We, as students and alum, demand CEU decision-makers to take the following actions:

  1. Participate in the Global General Strike in solidarity with Palestine by shutting down the university on the 20th of October 2023, while emphasizing that there will be no deduction of salaries and penalizing faculty, students, staff members and workers.
  2. Issue an official statement condemning the ongoing genocide in Palestine and all the international actors involved in it.

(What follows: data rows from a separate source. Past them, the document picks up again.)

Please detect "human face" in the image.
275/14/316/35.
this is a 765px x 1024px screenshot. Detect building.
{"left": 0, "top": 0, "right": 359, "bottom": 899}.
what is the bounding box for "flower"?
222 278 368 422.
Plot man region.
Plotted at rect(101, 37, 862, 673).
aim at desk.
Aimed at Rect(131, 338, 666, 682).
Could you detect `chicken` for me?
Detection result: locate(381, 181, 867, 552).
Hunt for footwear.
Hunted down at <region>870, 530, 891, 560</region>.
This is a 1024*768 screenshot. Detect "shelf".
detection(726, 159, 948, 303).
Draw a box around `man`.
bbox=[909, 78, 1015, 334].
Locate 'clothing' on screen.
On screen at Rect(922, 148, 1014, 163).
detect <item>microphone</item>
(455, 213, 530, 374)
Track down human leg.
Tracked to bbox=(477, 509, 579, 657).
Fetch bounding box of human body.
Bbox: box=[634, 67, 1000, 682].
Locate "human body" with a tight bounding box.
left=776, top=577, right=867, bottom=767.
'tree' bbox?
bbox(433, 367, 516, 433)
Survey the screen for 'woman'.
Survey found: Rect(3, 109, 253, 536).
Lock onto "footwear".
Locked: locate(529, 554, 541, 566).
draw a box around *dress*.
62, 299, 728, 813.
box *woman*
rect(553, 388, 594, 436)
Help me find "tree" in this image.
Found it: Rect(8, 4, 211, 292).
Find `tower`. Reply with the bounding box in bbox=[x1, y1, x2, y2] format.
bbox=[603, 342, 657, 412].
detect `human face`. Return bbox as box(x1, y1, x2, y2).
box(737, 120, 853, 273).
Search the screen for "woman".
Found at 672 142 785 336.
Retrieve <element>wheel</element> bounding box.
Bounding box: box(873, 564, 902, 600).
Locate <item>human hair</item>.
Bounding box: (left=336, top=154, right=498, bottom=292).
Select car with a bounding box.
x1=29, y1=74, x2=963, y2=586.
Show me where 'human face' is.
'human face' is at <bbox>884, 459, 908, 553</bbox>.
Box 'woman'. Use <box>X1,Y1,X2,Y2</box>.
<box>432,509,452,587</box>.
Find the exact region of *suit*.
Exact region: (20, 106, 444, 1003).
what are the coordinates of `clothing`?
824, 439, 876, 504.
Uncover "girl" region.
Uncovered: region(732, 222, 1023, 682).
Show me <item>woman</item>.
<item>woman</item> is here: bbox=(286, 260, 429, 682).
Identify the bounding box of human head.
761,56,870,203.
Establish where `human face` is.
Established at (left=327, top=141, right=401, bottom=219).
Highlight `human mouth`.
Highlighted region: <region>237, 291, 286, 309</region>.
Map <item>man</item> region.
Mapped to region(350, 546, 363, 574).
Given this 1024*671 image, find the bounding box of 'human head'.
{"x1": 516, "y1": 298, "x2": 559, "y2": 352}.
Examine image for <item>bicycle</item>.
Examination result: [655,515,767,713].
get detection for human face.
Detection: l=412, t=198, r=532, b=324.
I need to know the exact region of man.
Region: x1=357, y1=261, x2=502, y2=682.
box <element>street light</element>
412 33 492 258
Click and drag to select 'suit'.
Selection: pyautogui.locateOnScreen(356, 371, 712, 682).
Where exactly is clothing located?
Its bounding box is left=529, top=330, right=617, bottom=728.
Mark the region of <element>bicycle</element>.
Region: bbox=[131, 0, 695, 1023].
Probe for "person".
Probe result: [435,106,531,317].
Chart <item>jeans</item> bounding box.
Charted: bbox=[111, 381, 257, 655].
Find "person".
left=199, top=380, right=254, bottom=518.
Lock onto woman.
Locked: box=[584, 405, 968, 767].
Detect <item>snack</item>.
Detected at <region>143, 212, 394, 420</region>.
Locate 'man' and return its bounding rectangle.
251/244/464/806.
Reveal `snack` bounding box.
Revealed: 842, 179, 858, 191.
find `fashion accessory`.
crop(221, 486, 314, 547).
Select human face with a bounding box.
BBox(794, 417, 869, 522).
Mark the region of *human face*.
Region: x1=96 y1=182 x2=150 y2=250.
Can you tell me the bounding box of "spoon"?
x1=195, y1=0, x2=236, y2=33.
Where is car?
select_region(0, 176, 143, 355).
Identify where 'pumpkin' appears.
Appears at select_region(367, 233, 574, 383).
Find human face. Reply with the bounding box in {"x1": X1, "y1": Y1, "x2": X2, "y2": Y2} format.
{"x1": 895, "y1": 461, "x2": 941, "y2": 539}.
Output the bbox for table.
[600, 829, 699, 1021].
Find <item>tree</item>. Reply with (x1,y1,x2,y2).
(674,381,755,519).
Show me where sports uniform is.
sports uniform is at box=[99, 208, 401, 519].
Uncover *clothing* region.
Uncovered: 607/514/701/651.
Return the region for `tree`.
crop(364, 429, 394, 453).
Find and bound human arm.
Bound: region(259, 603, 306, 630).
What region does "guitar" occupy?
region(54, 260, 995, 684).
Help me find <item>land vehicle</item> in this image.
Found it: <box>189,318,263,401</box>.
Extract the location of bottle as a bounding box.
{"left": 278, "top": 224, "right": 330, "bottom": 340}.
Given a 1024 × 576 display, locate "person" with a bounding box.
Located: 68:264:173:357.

The institutional, political and academic silence and silencing must be broken.
  3. Declare a university-wide Day of Mourning for Gaza, the West Bank and South Lebanon.
  4. Issue a boycott statement against all israeli institutions and academics promoting, justifying,  and normalizing political Zionist discourse.
  5. Provide legal and financial support to CEU students fined for exercising the right of peaceful assembly during the Solidarity Vigil for Palestine held on the 11th of October.
  6. Provide sustainable academic, financial, and psychological support for all students, faculty, and staff members impacted directly or indirectly by the genocide. 
  7. Acknowledge the gross misrepresentation of history in CEU Jewish Studies Program’s 14th of October statement titled ‘Statement in Support of Israel’ characterizing the unfolding events of 7th of October as “the grave setback for the cause of peace”, which erases the 75 years of settler-colonial genocide in the Palestine.
  8. Issue a statement in solidarity with all students punished by their universities due to their expressions of solidarity for Palestine.
  9. The Student Union should adopt this statement and disseminate it, as well as respond to any institutional repercussions to the signatories.

Signed:

The Free Palestine Collective, composed of BA, MA and PHD students and alumni from the following departments, programs and advanced certificates in CEU: Central European Studies; Culture, Politics and Society; Economics and Business; Gender Studies; History; International Relations; Jewish Studies; Legal Studies; Nationalism Studies; Philosophy; Philosophy, Politics and Economics; Political Science; Public Policy; Religious Studies; Romani Studies; and Sociology and Social Anthropology.